Anyways, I took on a few more quests (The Superhuman Gambit was especially fun, but I felt too much pressure during Blood Ties to do the right thing and so I let the “cannibals” slide for the time being), and then when I was ready for some more gameplay-driven adventure I searched out the downed spacecraft. That’s right, I tackled my second piece of DLC: Mothership Zeta.

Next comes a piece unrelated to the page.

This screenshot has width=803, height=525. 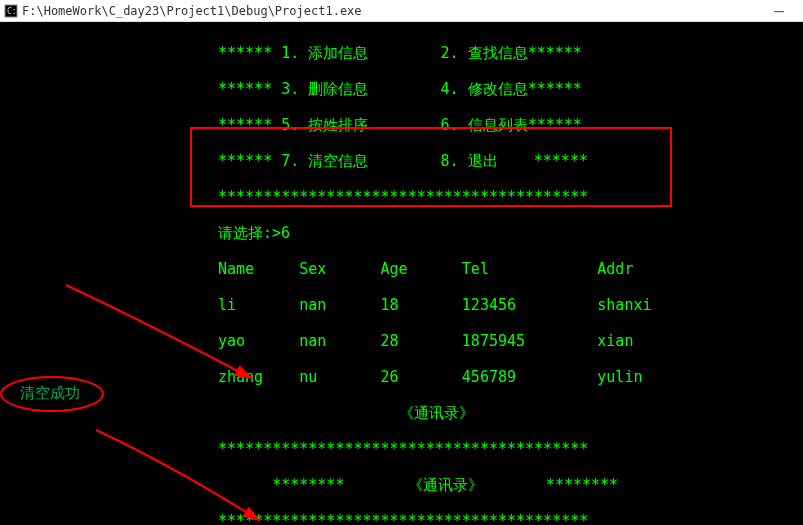 I want to click on prompt-choice: 6, so click(x=286, y=233).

Much like Operation: Anchorage, Mothership Zeta is a very linear experience. Your character is captured in a beam of light and transported onto the big ol’ spaceship to be plucked and prodded. Then, with the help of some other prisoners, you will have to escape the ship (e.g., reach the bridge and kill Captain A. Lien). It’s hard to get lost, and you’ll basically be plowing forward, shooting aliens with their own awesome weaponry while collecting tons of weightless food and energy cells. I didn’t worry about finding all the radio logs, and on whole the DLC took about three to four hours to complete. It was a good time, and it definitely helped me earn XP with little to no trouble. But again, while the plot and worldbuilding in Fallout 3’s quests are deep and well-told, the two DLC so far that I’ve experienced are not. Some of the logs reveal a few bits of story, but otherwise it is just “see alien, shoot alien”…except for the workers. Had to keep my karma in check.

But that’s it for now. I suspect I’ll head back and wrap up the Take It Back quest and then head elsewhere. The Pitt or Point Lookout, dear readers? Both worry me that my stealthy ninja might not be a great match for them.